Theories of environmentally unequal exchange, the colonial form of trade which is the norm under capitalism, when updated to think through technology, have concluded that there is no egalitarian technology production – distribution of artefacts which require such a high dispersal of bio-resources and labour into a commodity cannot but be unequal under capitalism. It remains to be thought through, whether hardware manufacture could or would continue outside capitalism.
As well as divesting from reliance on private tech to open source tech, Kwet proposes a ten-point Digital Tech Deal to ensure the digital economy falls within social and planetary boundaries. It offers a vision for what many would dismiss as unthinkable: socialist internet. This entails an end to Intellectual Property and a proposal for better ways to sustain vibrant cultural production; the socialisation of physical internet infrastructure, which could be operated at cost for the public good; socialisation of platforms and data; the abolition of the advertising industry to curb environmentally harmful consumerism; an end to planned obsolescence for consumer electronics.

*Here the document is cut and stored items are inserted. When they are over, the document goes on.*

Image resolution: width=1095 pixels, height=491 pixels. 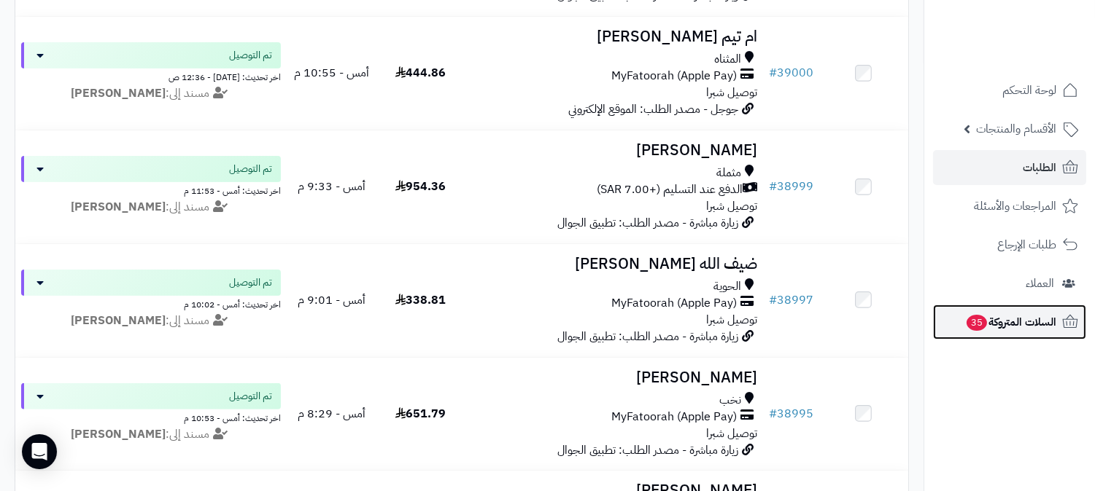 I want to click on a: #38999, so click(x=790, y=187).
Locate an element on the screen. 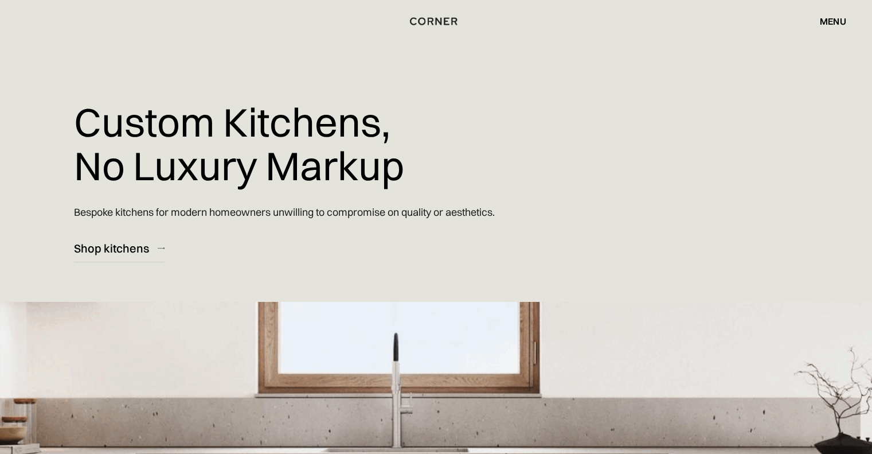 The height and width of the screenshot is (454, 872). p: Bespoke kitchens for modern homeowners unwilling to compromise on quality or aesthetics. is located at coordinates (284, 212).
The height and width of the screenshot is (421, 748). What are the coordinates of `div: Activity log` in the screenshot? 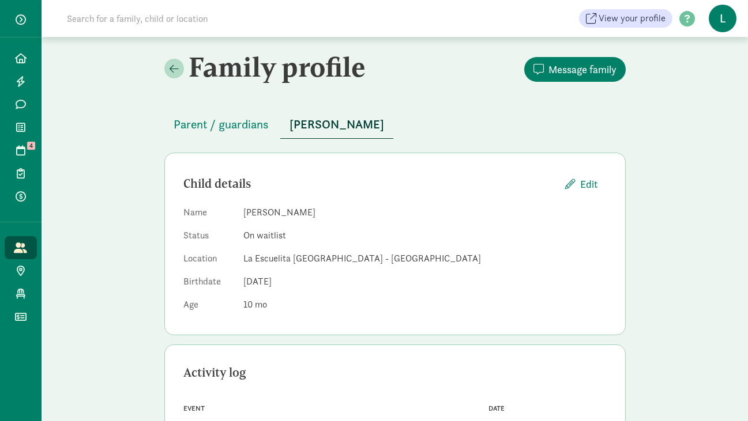 It's located at (395, 373).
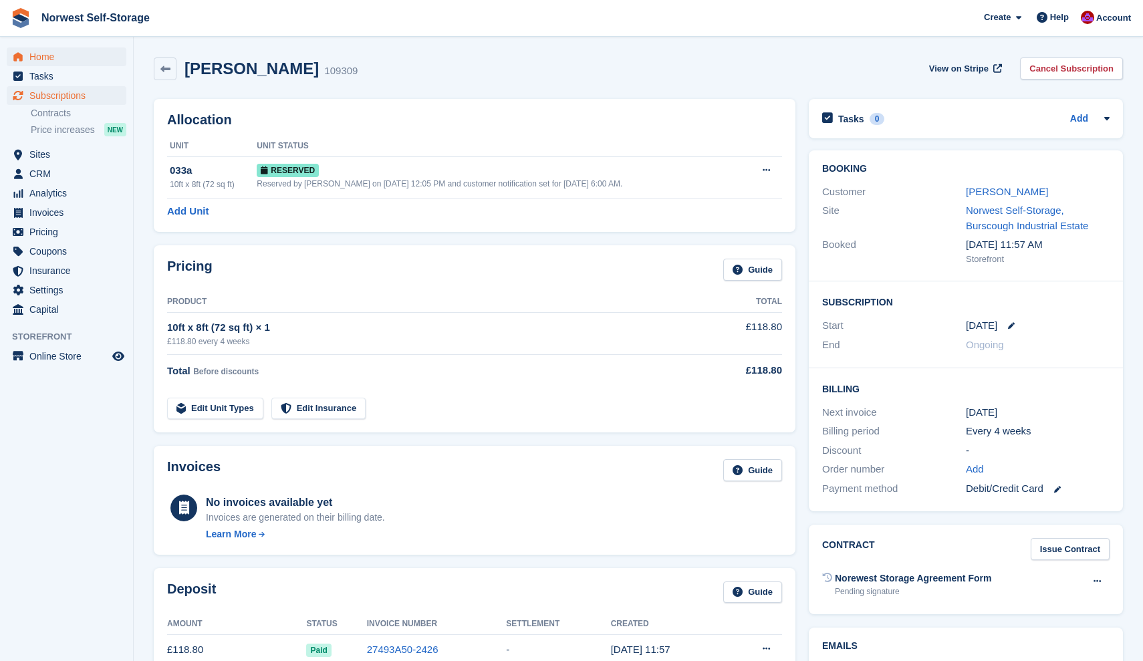 The height and width of the screenshot is (661, 1143). Describe the element at coordinates (287, 170) in the screenshot. I see `span: Reserved` at that location.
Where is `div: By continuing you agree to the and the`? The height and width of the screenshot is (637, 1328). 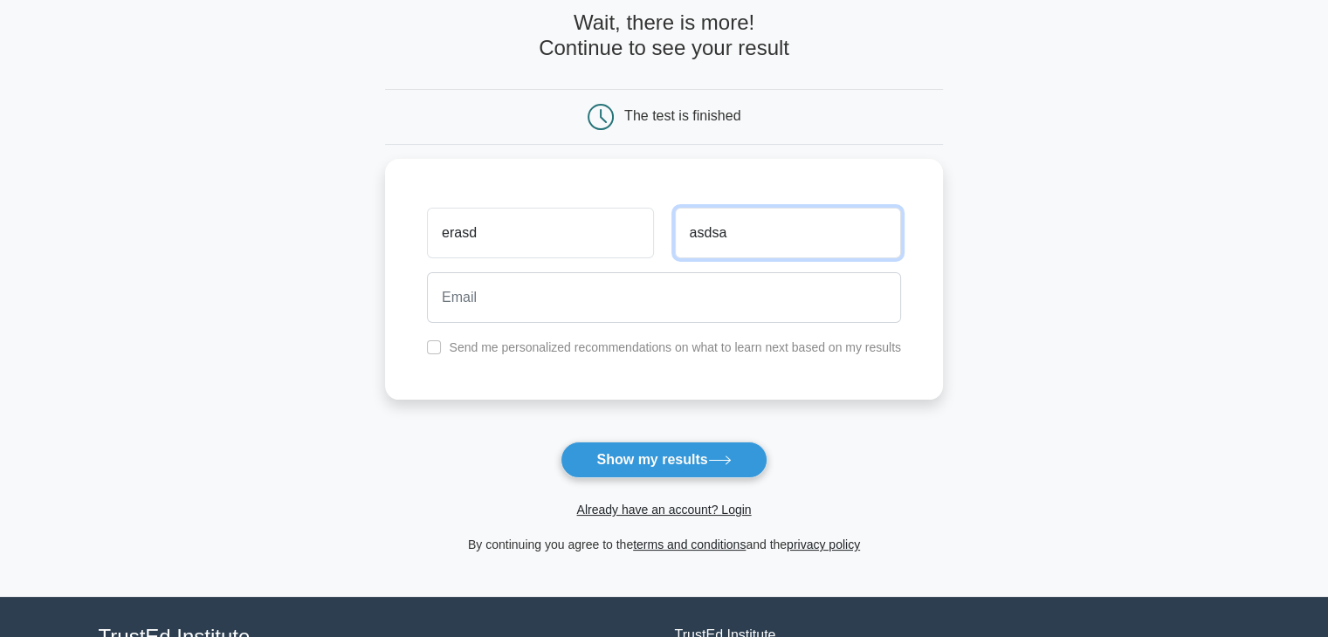 div: By continuing you agree to the and the is located at coordinates (664, 545).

Who wants a ten-point plan?
Kwet’s solutions could be termed ‘galaxy-brained’ in that they aim to vitiate every golden goose of the profiteering Big Tech giants. However, as he rightly says, it is the nay-saying ‘”pragmatists” who are unrealistic. Business as usual cannot hold.’ But a transition is not about to occur, especially when most people are unaware of the harms of the technology industries. Before communities can act together for degrowth, people need to be persuaded of its necessity.
With data center energy consumption set to double by 2027, we need to begin discussing how we transition from our societal dependence on Big Tech infrastructures. Kwet predicts that ‘those who want degrowth will have to force the issue through unprecedented levels of strikes, direct action, and civil disobedience.’ However, it feels unlikely that organisation will originate in activism around digital solutions, because it is so abstracted along opaque supply chains. 70 to 75 percent of the emissions from the Big Tech companies are from their global supply chains. That said, all revolutionary organising which builds internationalist solidarity and the capacity for collective action, will ultimately help to build a future where we can choose the technologies our society will accept. For the moment, it is okay that Kwet’s digital degrowth plan has no straightforward path toward implementation.
This book convincingly argues that digital degrowth needs to be at the centre of the leftist discourse on technology, and is a brilliantly useful contribution to that discourse.